Brigadier General Timothy Sejba
Space Systems Command Executive Officer, U.S. Space Force
Timothy A. Sejba was born in March 1972 in Papillon, Nebraska. He earned an undergraduate degree in computer engineering from the University of Minnesota-Duluth, where he was a member of the Air Force ROTC. He holds an M.B.A. from San Jose State University. He has also completed many other educational opportunities afforded him by the military.
He has served in a number of assignments primarily at stateside Air Force Bases or at the Pentagon, including as acting director of the Space Rapid Capabilities Office, the Director of Advanced Systems and Development Directorate at the Space and Missile Systems Center, and program executive officer for Space Enterprise and Director Enterprise Corps, at Space Systems Command.
Since March 2022, Sejba has been the program executive officer for Space Domain Awareness and Combat power, the program executive officer for Battle Management Command, and Communications, and the executive officer of the Space Systems Command in the U.S. Space Force.
In the News…
According to senior Space Systems Command (SSC) officials, the Space Force expects to choose a developer in June 2023 for its nascent Digital Bloodhound program.
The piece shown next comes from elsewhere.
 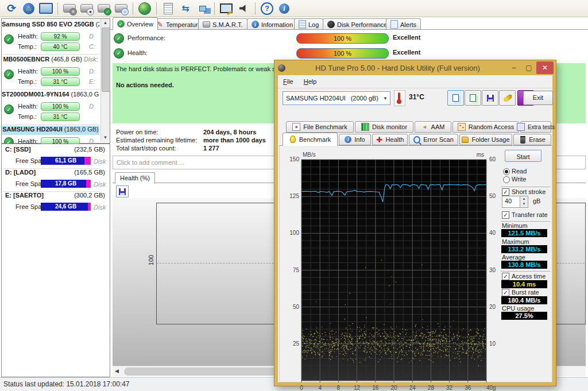 What do you see at coordinates (407, 52) in the screenshot?
I see `health-rating: Excellent` at bounding box center [407, 52].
The program is intended to improve the detection of cyber threats to space ground systems.
SSC’s program executive officer for space domain awareness and combat power, Brigadier General Tim Sejba, said the project is an acknowledgment that cyber defense is required across the military’s entire space infrastructure, whether in orbit or on the ground.
“If we’re gonna protect and defend the architecture, it can’t be just something that we do against just the space threat. It’s got to be against the holistic threat of both space and cyber,” he stated at the Space Industry Days conference in Los Angeles.
He added that “defensive cyber operations and capabilities” are part of the SSC/SZ approach “so that we really do protect and defend the entire mission and the architecture against threats from both.”